Sunday, April 26, 2026 - Acts 2:42-47, Psalm 23, 1 Peter 2:19-25, John 10:1-10
There’s a line from today’s Gospel that is so simple we might miss how radical it really is. In the Gospel of John, Jesus says, “I came that they may have life, and have it abundantly.” Not just life in some distant future. Not just survival. Not just getting by. Abundant life. Fullness. Aliveness. Freedom. Joy. Connection.
And then, in the very same breath, he contrasts that life with something else: “The thief comes only to steal and kill and destroy.” So right away, Jesus gives us a kind of spiritual discernment tool.
If we want to know who—or what—we are following, we don’t have to guess. We can look at the fruit.
Where there is stealing, killing, and destroying—whether that’s happening outwardly in the world or inwardly in our own hearts—that is not the voice of the shepherd. That is not the path of Christ. That is the thief. But where there is life—real life—expanding, healing, restoring, reconnecting… there is the shepherd. There is Christ.
And that raises a very honest question for us: what voices are we listening to? Because Jesus says his sheep know his voice. Not because it’s loud. Not because it’s forceful. But because it leads to life.
So if a voice in our lives—whether it’s a cultural voice, a religious voice, or even our own internal voice—is leading us toward fear, division, shame, or despair, we may need to ask whether that voice is really the shepherd.
Jesus doesn’t just describe himself as the shepherd in this passage—he also says, “I am the gate.” Now that’s an interesting image. A gate is not a barrier meant to keep people out. A gate is an opening. A way through. Jesus is saying: I am the one who has opened the way. “Whoever enters by me will be saved, and will come in and go out and find pasture.” There is a kind of spaciousness in that image. A freedom. “Come in and go out.” This is not about being locked into something rigid or confined. This is about being rooted in something so deeply life-giving that we can move through the world with trust.
And if we let Scripture interpret Scripture for a moment, we can hear the echo of Psalm 23: “The Lord is my shepherd… I shall not want… He makes me lie down in green pastures… he restores my soul.” That is the life Jesus is pointing to. A life where we are nourished, restored, and grounded—not because everything around us is perfect, but because we are connected to the source of life itself.
And this is where I want to gently stretch us a bit.
Often, we’ve been taught to think of salvation primarily in terms of what happens after we die. And I do believe that we return to God, the source from which we came. I trust that. But Jesus, in this passage, is talking about something more immediate—something present, something available now. “I came that they may have life… abundantly.”
What if salvation is not only about where we go later, but about how we live now? What if the “gate” Jesus opens is not just an entry point into heaven someday, or insurance against a fiery hell, but an invitation into a way of being that transforms our lives here and now?
Jesus knew something deeply true about himself—and about all of us. He knew that his identity did not come from the shifting categories of the world. Not from the religion he followed, not from the culture or country he was born into, not from approval or achievement. His identity came from his relationship with God.
He called God “Father”—not to limit God to any particular gender, but to express something about source. In Jesus’ world, the father, or patriarch of the family, was understood as the source of identity. So Jesus is saying: your true identity comes from God. Not from what you believe about yourself. Not from what others say about you. Not from your successes or your failures. From God. That’s why he could say, “I and the Father are one.” And why he could also say that we are the branches connected to him as the vine.
What he’s telling us with that image is that there is a deep, unbreakable belonging at the heart of reality.
But here’s the thing—we don’t always live like that’s true. We live as if we are separate: separate from God, separate from one another, competing, striving, defending, fearing. And in my understanding, that’s what sin is. Not just bad behavior, but the illusion of separation.
When we live inside that illusion, the fruit is predictable: anxiety, division, scarcity, harm—the work of the thief. But when we begin, even imperfectly, to live from the truth that we are not separate—that we belong to God and to one another—something shifts. Our false selves, the parts of us driven by fear, ego, and self-protection, begin to loosen their grip. And in their place, something else begins to grow: compassion, generosity, joy, courage—abundant life.
We see a glimpse of that kind of life in the early community described in Acts—people sharing what they had, breaking bread together, living with glad and generous hearts. Not because they were forced to, but because that kind of life is contagious. It draws people in.
That’s what Jesus is inviting us into. Not a life of obligation. Not a life of fear. But a life that flows from being rooted in God—a life where we can come in and go out and find pasture, where there is freedom and nourishment and rest.
So the question is not: have we done enough? The question is: are we listening? Are we listening for the voice that leads to life? And are we willing to follow it? Because the gate is already open. The shepherd is already calling. And abundant life is not something we have to earn. It’s something we are invited to enter.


| PROBLEM REQUIREMENTS |
Word for word, repeat the data that follows. Do not include the pictures.
§
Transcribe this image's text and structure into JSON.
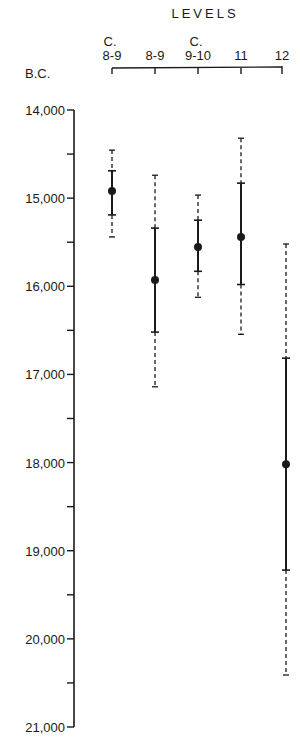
{
  "chart_data": {
    "type": "errorbar",
    "title": "LEVELS",
    "ylabel": "B.C.",
    "xlabel": "LEVELS",
    "y_inverted": true,
    "ylim": [
      14000,
      21000
    ],
    "y_ticks": [
      14000,
      15000,
      16000,
      17000,
      18000,
      19000,
      20000,
      21000
    ],
    "y_tick_labels": [
      "14,000",
      "15,000",
      "16,000",
      "17,000",
      "18,000",
      "19,000",
      "20,000",
      "21,000"
    ],
    "y_minor_tick_step": 500,
    "grid": false,
    "categories": [
      {
        "prefix": "C.",
        "label": "8-9"
      },
      {
        "prefix": "",
        "label": "8-9"
      },
      {
        "prefix": "C.",
        "label": "9-10"
      },
      {
        "prefix": "",
        "label": "11"
      },
      {
        "prefix": "",
        "label": "12"
      }
    ],
    "legend": "solid bar = inner range (1 sigma); dashed bar = outer range (2 sigma)",
    "series": [
      {
        "name": "C. 8-9",
        "value": 14920,
        "inner": [
          14690,
          15190
        ],
        "outer": [
          14455,
          15440
        ]
      },
      {
        "name": "8-9",
        "value": 15930,
        "inner": [
          15340,
          16520
        ],
        "outer": [
          14740,
          17140
        ]
      },
      {
        "name": "C. 9-10",
        "value": 15555,
        "inner": [
          15250,
          15830
        ],
        "outer": [
          14965,
          16125
        ]
      },
      {
        "name": "11",
        "value": 15440,
        "inner": [
          14830,
          15980
        ],
        "outer": [
          14320,
          16545
        ]
      },
      {
        "name": "12",
        "value": 18020,
        "inner": [
          16815,
          19220
        ],
        "outer": [
          15520,
          20410
        ]
      }
    ]
  },
  "header": {
    "title": "LEVELS",
    "unit": "B.C.",
    "prefix_c": "C."
  }
}
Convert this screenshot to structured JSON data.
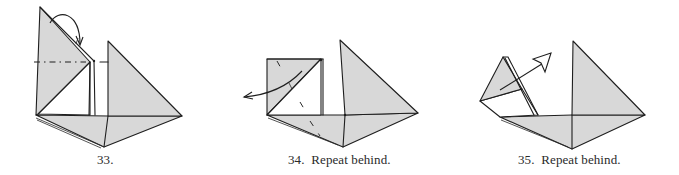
{
  "figure": {
    "steps": [
      {
        "number": "33.",
        "caption": "33.",
        "instruction": ""
      },
      {
        "number": "34.",
        "caption": "34.  Repeat behind.",
        "instruction": "Repeat behind."
      },
      {
        "number": "35.",
        "caption": "35.  Repeat behind.",
        "instruction": "Repeat behind."
      }
    ],
    "colors": {
      "paper_shade": "#d8d8d8",
      "line": "#1e1e1e",
      "background": "#ffffff"
    },
    "symbols": {
      "step_33": [
        "valley-fold-dash-dot-line",
        "fold-over-arc-arrow"
      ],
      "step_34": [
        "unfold-curved-arrow",
        "hidden-crease-dashes"
      ],
      "step_35": [
        "hollow-head-pull-arrow"
      ]
    }
  }
}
§
| TASK RESULT |
Transcribe this image's text and structure into JSON.
{
  "chart_data": {
    "type": "errorbar",
    "title": "LEVELS",
    "ylabel": "B.C.",
    "xlabel": "LEVELS",
    "y_inverted": true,
    "ylim": [
      14000,
      21000
    ],
    "y_ticks": [
      14000,
      15000,
      16000,
      17000,
      18000,
      19000,
      20000,
      21000
    ],
    "y_tick_labels": [
      "14,000",
      "15,000",
      "16,000",
      "17,000",
      "18,000",
      "19,000",
      "20,000",
      "21,000"
    ],
    "y_minor_tick_step": 500,
    "grid": false,
    "categories": [
      {
        "prefix": "C.",
        "label": "8-9"
      },
      {
        "prefix": "",
        "label": "8-9"
      },
      {
        "prefix": "C.",
        "label": "9-10"
      },
      {
        "prefix": "",
        "label": "11"
      },
      {
        "prefix": "",
        "label": "12"
      }
    ],
    "legend": "solid bar = inner range (1 sigma); dashed bar = outer range (2 sigma)",
    "series": [
      {
        "name": "C. 8-9",
        "value": 14920,
        "inner": [
          14690,
          15190
        ],
        "outer": [
          14455,
          15440
        ]
      },
      {
        "name": "8-9",
        "value": 15930,
        "inner": [
          15340,
          16520
        ],
        "outer": [
          14740,
          17140
        ]
      },
      {
        "name": "C. 9-10",
        "value": 15555,
        "inner": [
          15250,
          15830
        ],
        "outer": [
          14965,
          16125
        ]
      },
      {
        "name": "11",
        "value": 15440,
        "inner": [
          14830,
          15980
        ],
        "outer": [
          14320,
          16545
        ]
      },
      {
        "name": "12",
        "value": 18020,
        "inner": [
          16815,
          19220
        ],
        "outer": [
          15520,
          20410
        ]
      }
    ]
  },
  "header": {
    "title": "LEVELS",
    "unit": "B.C.",
    "prefix_c": "C."
  }
}
Convert this screenshot to structured JSON data.
{
  "figure": {
    "steps": [
      {
        "number": "33.",
        "caption": "33.",
        "instruction": ""
      },
      {
        "number": "34.",
        "caption": "34.  Repeat behind.",
        "instruction": "Repeat behind."
      },
      {
        "number": "35.",
        "caption": "35.  Repeat behind.",
        "instruction": "Repeat behind."
      }
    ],
    "colors": {
      "paper_shade": "#d8d8d8",
      "line": "#1e1e1e",
      "background": "#ffffff"
    },
    "symbols": {
      "step_33": [
        "valley-fold-dash-dot-line",
        "fold-over-arc-arrow"
      ],
      "step_34": [
        "unfold-curved-arrow",
        "hidden-crease-dashes"
      ],
      "step_35": [
        "hollow-head-pull-arrow"
      ]
    }
  }
}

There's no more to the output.